Aim• To evaluate a capacity limiting function in the model proposed by Bender et al. [1]• To evaluate the sharing of model parameters using a combined dataset for docetaxel
and paclitaxel treatments in HER2- metastatic breast cancer patients• To investigate predictors of overall survival (OS), including time-dependent
covariates, such as tumor time-courses and relative change from baseline
Parameter DescriptionEstimate
(RSE %)95% CI
IIV (CV)
(RSE %)95% CI
Treatment-related parameterskkill_Doce (mg
-1•week-1) Docetaxel tumor kill rate constant 0.000583 (42) 0.000238 - 0.0011869 (3) 67-70
kkill_pacli (mg-1•week-1) Paclitaxel tumor kill rate constant 0.000342 (26) 0.000194 - 0.000545
kdrug_Doce (week-1)
Docetaxel elimination rate
constant in KPD-model0.259 (59) 0.0136 - 0.587
73 (6) 68-78
kdrug_pacli (week-1)
Paclitaxel elimination rate
constant in KPD-model0.718 (30) 0.337 - 1.19
SLD0_doce (mm) Docetaxel baseline SLD 62.7 (13) 49.4 - 81.3 86 (7) 82 – 93SLD0_pacli (mm) Paclitaxel baseline SLD 70.3 (9) 57.8 - 83.5
RUVaDoce Residual error docetaxel 24% (9) 0.200 - 0.28 - -
RUVaPacli Residual error paclitaxel 13% (7) 0.119 - 0.155 - -
Shared tumor-growth related parameters
kGrow,Sens (week-1)
Growth rate constant of
sensitive tumor fraction0.00484 (47) 0.00115 -0.009 - -
kGrow,resist (week-1)
Growth rate constant of
resistant tumor fraction15.7 (62) 0.0532 - 0.429 53 (52) 26 - 80
kDelay_pop1 (week-1)
Transit delay rate constant
population 10 FIX - - -
kDelay_pop2 (week-1)
Transit delay rate constant
population 20.0425 (63) 0.0112 - 0.113 73 (7) 69 - 78
FNRlogit Logit transformed FnR -0.0929 (126) -0.291 - 0.178 0.9b (2) 0.95 - 1.02
FNRc Fraction tumor resistant 0.47 0.43 – 0.54 - -
1-FNRc Fraction tumor sensitive 0.53 0.57 – 0.46 - -
KCAP (mm)Maximum tumor carrying
capacity925 (26) 418 - 1371 - -
Ppop1 KDelay_pop1 probability 0.83 (9) 0.65 - 0.943 - -
Parameter DescriptionEstimate
(RSE %)95% CI
λOS scale parameter 5.75 (1) 5.60 – 5.90
αOS shape parameter 1.53 (22) 0.087 – 2.18
βSLD0 coefficient of the
effect of baseline
SLD
0.0039
(39)
0.00095 –
0.0067
βTumor_derivative coefficient of the
effect of tumor
derivative until
disease
progression
0.0113 (9) 0.0093 –
0.0133
Docetaxel Paclitaxel
Schematic representation of the tumor size model. Observed SLD is the sum of Sensitive (red) and Resistant(quiescent, R1, R2, R3, proliferating) tumor (cyan) compartments. # treatment-related parameters.

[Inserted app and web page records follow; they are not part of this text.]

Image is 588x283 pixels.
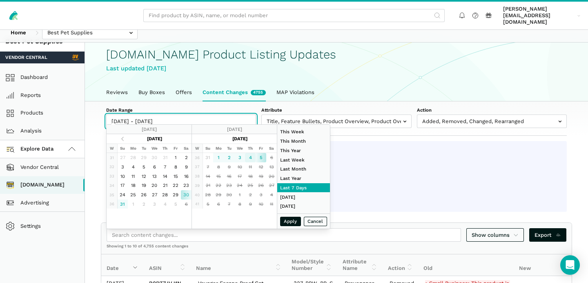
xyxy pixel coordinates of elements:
td: 2 [245,190,256,199]
li: This Week [277,127,330,136]
td: 13 [149,171,160,180]
th: W [107,143,117,153]
td: 8 [234,199,245,209]
li: Feature Bullets [117,161,561,168]
li: Last Week [277,155,330,164]
td: 34 [107,180,117,190]
th: ASIN: activate to sort column ascending [144,254,191,276]
td: 7 [160,162,170,171]
td: 27 [266,180,277,190]
th: Old [418,254,514,276]
th: Mo [213,143,224,153]
li: [DATE] [277,201,330,211]
h1: [DOMAIN_NAME] Product Listing Updates [106,48,567,61]
td: 1 [234,190,245,199]
td: 36 [107,199,117,209]
th: Attribute Name: activate to sort column ascending [337,254,383,276]
th: Fr [256,143,266,153]
td: 15 [170,171,181,180]
td: 14 [160,171,170,180]
td: 28 [202,190,213,199]
td: 25 [245,180,256,190]
th: Su [202,143,213,153]
li: Product Overview - Glance Icons [117,177,561,184]
td: 6 [213,199,224,209]
td: 21 [202,180,213,190]
td: 2 [138,199,149,209]
td: 35 [107,190,117,199]
td: 39 [192,180,202,190]
td: 12 [138,171,149,180]
th: Model/Style Number: activate to sort column ascending [286,254,337,276]
li: [DATE] [277,192,330,201]
td: 38 [192,171,202,180]
li: Product Overview [117,169,561,176]
th: Action: activate to sort column ascending [383,254,418,276]
td: 1 [213,153,224,162]
th: Name: activate to sort column ascending [191,254,286,276]
input: Find product by ASIN, name, or model number [143,9,445,22]
td: 25 [128,190,138,199]
td: 11 [245,162,256,171]
td: 1 [170,153,181,162]
a: Reviews [101,84,133,101]
td: 2 [224,153,234,162]
td: 29 [170,190,181,199]
li: Rich Product Description [117,193,561,200]
td: 9 [224,162,234,171]
td: 24 [234,180,245,190]
td: 3 [234,153,245,162]
td: 3 [117,162,128,171]
td: 12 [256,162,266,171]
label: Date Range [106,107,256,113]
td: 31 [202,153,213,162]
td: 17 [117,180,128,190]
span: [PERSON_NAME][EMAIL_ADDRESS][DOMAIN_NAME] [503,6,574,26]
label: Action [417,107,567,113]
td: 20 [149,180,160,190]
td: 19 [138,180,149,190]
span: Export [534,231,561,239]
td: 37 [192,162,202,171]
button: Apply [280,216,301,226]
td: 6 [149,162,160,171]
li: Last 7 Days [277,183,330,192]
td: 10 [256,199,266,209]
td: 22 [170,180,181,190]
td: 4 [266,190,277,199]
td: 31 [107,153,117,162]
a: Show columns [466,228,524,241]
td: 3 [149,199,160,209]
td: 40 [192,190,202,199]
th: [DATE] [213,134,266,143]
td: 29 [138,153,149,162]
th: Tu [224,143,234,153]
th: Su [117,143,128,153]
a: Export [529,228,566,241]
td: 32 [107,162,117,171]
td: 11 [128,171,138,180]
a: Home [5,26,31,40]
td: 11 [266,199,277,209]
td: 23 [181,180,191,190]
td: 36 [192,153,202,162]
td: 7 [224,199,234,209]
div: Showing 1 to 10 of 4,755 content changes [101,243,572,254]
a: MAP Violations [271,84,320,101]
td: 15 [213,171,224,180]
td: 28 [128,153,138,162]
td: 30 [149,153,160,162]
td: 8 [170,162,181,171]
button: Cancel [304,216,327,226]
th: [DATE] [128,134,181,143]
span: Explore Data [8,144,54,154]
li: Last Month [277,164,330,174]
a: Content Changes4755 [197,84,271,101]
td: 26 [138,190,149,199]
li: This Year [277,146,330,155]
th: Sa [181,143,191,153]
span: Show columns [472,231,519,239]
td: 26 [256,180,266,190]
td: 31 [117,199,128,209]
td: 41 [192,199,202,209]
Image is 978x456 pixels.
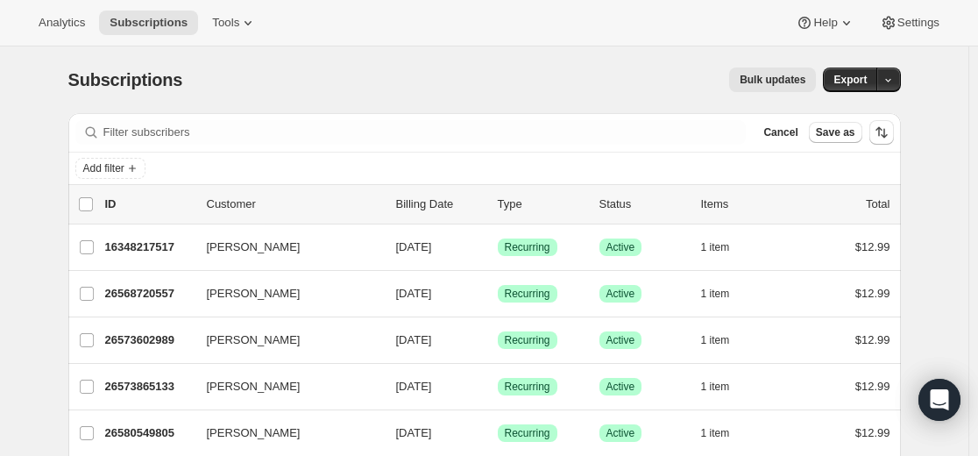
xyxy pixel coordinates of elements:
[505,426,550,440] span: Recurring
[105,281,890,306] div: 26568720557[PERSON_NAME][DATE]SuccessRecurringSuccessActive1 item$12.99
[855,240,890,253] span: $12.99
[701,374,749,399] button: 1 item
[196,280,372,308] button: [PERSON_NAME]
[105,238,193,256] p: 16348217517
[701,421,749,445] button: 1 item
[869,120,894,145] button: Sort the results
[606,287,635,301] span: Active
[207,285,301,302] span: [PERSON_NAME]
[83,161,124,175] span: Add filter
[606,333,635,347] span: Active
[701,426,730,440] span: 1 item
[701,287,730,301] span: 1 item
[110,16,188,30] span: Subscriptions
[498,195,585,213] div: Type
[105,235,890,259] div: 16348217517[PERSON_NAME][DATE]SuccessRecurringSuccessActive1 item$12.99
[785,11,865,35] button: Help
[505,240,550,254] span: Recurring
[809,122,862,143] button: Save as
[606,379,635,393] span: Active
[396,379,432,393] span: [DATE]
[207,238,301,256] span: [PERSON_NAME]
[855,426,890,439] span: $12.99
[855,333,890,346] span: $12.99
[105,421,890,445] div: 26580549805[PERSON_NAME][DATE]SuccessRecurringSuccessActive1 item$12.99
[740,73,805,87] span: Bulk updates
[505,379,550,393] span: Recurring
[729,67,816,92] button: Bulk updates
[105,328,890,352] div: 26573602989[PERSON_NAME][DATE]SuccessRecurringSuccessActive1 item$12.99
[813,16,837,30] span: Help
[103,120,747,145] input: Filter subscribers
[918,379,960,421] div: Open Intercom Messenger
[855,287,890,300] span: $12.99
[756,122,804,143] button: Cancel
[105,374,890,399] div: 26573865133[PERSON_NAME][DATE]SuccessRecurringSuccessActive1 item$12.99
[869,11,950,35] button: Settings
[105,378,193,395] p: 26573865133
[701,379,730,393] span: 1 item
[99,11,198,35] button: Subscriptions
[105,195,890,213] div: IDCustomerBilling DateTypeStatusItemsTotal
[28,11,96,35] button: Analytics
[897,16,939,30] span: Settings
[606,240,635,254] span: Active
[105,424,193,442] p: 26580549805
[75,158,145,179] button: Add filter
[196,372,372,400] button: [PERSON_NAME]
[212,16,239,30] span: Tools
[505,333,550,347] span: Recurring
[105,331,193,349] p: 26573602989
[505,287,550,301] span: Recurring
[396,333,432,346] span: [DATE]
[39,16,85,30] span: Analytics
[202,11,267,35] button: Tools
[701,328,749,352] button: 1 item
[196,233,372,261] button: [PERSON_NAME]
[701,195,789,213] div: Items
[396,240,432,253] span: [DATE]
[396,195,484,213] p: Billing Date
[396,426,432,439] span: [DATE]
[396,287,432,300] span: [DATE]
[701,333,730,347] span: 1 item
[599,195,687,213] p: Status
[701,281,749,306] button: 1 item
[105,285,193,302] p: 26568720557
[207,378,301,395] span: [PERSON_NAME]
[701,240,730,254] span: 1 item
[207,195,382,213] p: Customer
[196,419,372,447] button: [PERSON_NAME]
[866,195,889,213] p: Total
[606,426,635,440] span: Active
[105,195,193,213] p: ID
[701,235,749,259] button: 1 item
[68,70,183,89] span: Subscriptions
[196,326,372,354] button: [PERSON_NAME]
[816,125,855,139] span: Save as
[763,125,797,139] span: Cancel
[207,424,301,442] span: [PERSON_NAME]
[823,67,877,92] button: Export
[855,379,890,393] span: $12.99
[833,73,867,87] span: Export
[207,331,301,349] span: [PERSON_NAME]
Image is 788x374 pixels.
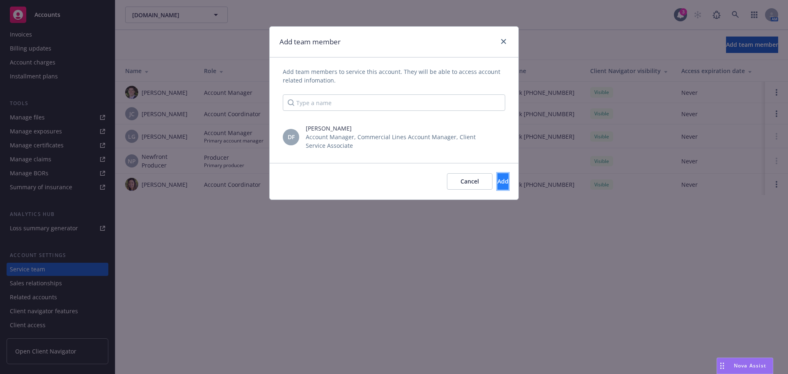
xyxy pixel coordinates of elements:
[288,133,295,141] span: DF
[447,173,493,190] button: Cancel
[734,362,767,369] span: Nova Assist
[498,177,509,185] span: Add
[499,37,509,46] a: close
[306,133,489,150] span: Account Manager, Commercial Lines Account Manager, Client Service Associate
[717,358,728,374] div: Drag to move
[306,124,489,133] span: [PERSON_NAME]
[283,94,505,111] input: Type a name
[717,358,774,374] button: Nova Assist
[280,37,341,47] h1: Add team member
[461,177,479,185] span: Cancel
[283,67,505,85] span: Add team members to service this account. They will be able to access account related infomation.
[498,173,509,190] button: Add
[270,121,519,153] div: DF[PERSON_NAME]Account Manager, Commercial Lines Account Manager, Client Service Associate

Parameter estimates and their uncertainty
B
A: Model predictions for the two typical tumor patient responses (kDelay, pop1 and kDelay, pop2) receiving docetaxel (top panel) and paclitaxel (lower panel) treatment.
B: Visual predictive checks of final tumor model of docetaxel (left panel) and paclitaxel (right panel).
•OS model: Weibull distribution
•Univariate analysis: Baselinetumor size, derivative of TS(t),tumor time-course (logtransformed), TSRw6, and TTG.
• After the best predictor,baseline tumor size, wasincluded, the derivative of TS(t)was the most significantpredictor and included in thefinal OS model.
Parameter estimates and their uncertaintyOS model
Docetaxel PaclitaxelC
Time (weeks) Time (weeks)IIV = inter-individual variability; RSE = relative standard error; CI = confidence interval, SLD= sum of longest diameters a additive residual error model, b standard deviation, c Derived parameter FnR = exp(FnRlogit)/(1+exp(FnRlogit)).
RSE = relative standard error; CI = confidence interval
A
C: Kaplan–Meier visual predictive checks for the final overall survival model of docetaxel (left) and paclitaxel (right).